Here we are on St. Patrick's Day, in the middle of the season of Lent, living during a pandemic. Now that I have done all I can do in preparation for what might come, many thoughts bounce around my head. They are random in many ways, but also connect to the current times and spread of Covid-19. As a historian by training, and novelist, I have felt for weeks this virus would turn into a pandemic and spread. Unfortunately, what I believed would happen has (though I have been surrounded by those who don't think the virus is much of an issue).
One thought that reached my mind was of the Titantic. When it hit the iceberg, and a few feared it may go down, they prepared life boats. Not many people were willing to listen and get in at that time. After a bit more time passed, a few more saw the wisdom of getting in a life boat. By the time most people realized the ship was truly sinking, it was too late and they drowned. I'm in the first life boat. That's just who I am.
Secondly, I've been pondering how one of the priests at my church talked on Ash Wednesday about Lent being a time to grow closer to God, to remove from your life what is keeping you away from God. Now that I have chosen to eliminate all extra out of the house activities, and the world has slowed, I wonder if one of the positives to look for in this time of forced stillness is a space to be closer to the Creator.
Last night I pulled a book off my shelf I had read in college and kept. Now seems to the right time to read it again. The first chapter, in several ways, connected to and helped explain the spread of diseases and how pandemics occur, and have done so throughout history. The book is The Black Death: Natural and Human Disaster in Medieval Europe by Robert S. Gottfried.
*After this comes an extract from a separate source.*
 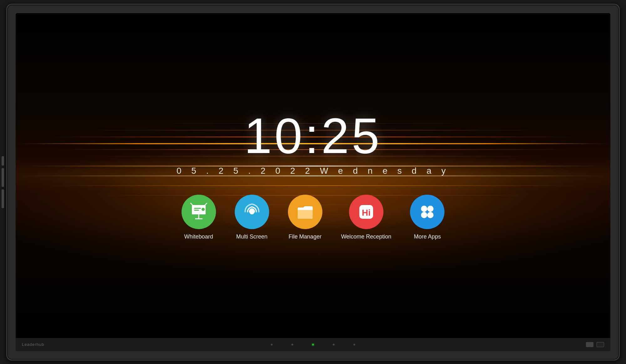 What do you see at coordinates (272, 345) in the screenshot?
I see `dot-left` at bounding box center [272, 345].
For years I have referenced ideas from it in conversations I have had, as many of the facts written among its pages awoken and expanded the thoughts of my young mind.
Take care of yourself. Use some of this stillness to reflect on what is important to you.
One thought that reached my mind was of the Titantic. When it hit the iceberg, and a few feared it may go down, they prepared life boats. Not many people were willing to listen and get in at that time. After a bit more time passed, a few more saw the wisdom of getting in a life boat. By the time most people realized the ship was truly sinking, it was too late and they drowned. I'm in the first life boat. That's just who I am.
Secondly, I've been pondering how one of the priests at my church talked on Ash Wednesday about Lent being a time to grow closer to God, to remove from your life what is keeping you away from God. Now that I have chosen to eliminate all extra out of the house activities, and the world has slowed, I wonder if one of the positives to look for in this time of forced stillness is a space to be closer to the Creator.
Last night I pulled a book off my shelf I had read in college and kept. Now seems to the right time to read it again. The first chapter, in several ways, connected to and helped explain the spread of diseases and how pandemics occur, and have done so throughout history. The book is The Black Death: Natural and Human Disaster in Medieval Europe by Robert S. Gottfried. For years I have referenced ideas from it in conversations I have had, as many of the facts written among its pages awoken and expanded the thoughts of my young mind.
Take care of yourself. Use some of this stillness to reflect on what is important to you.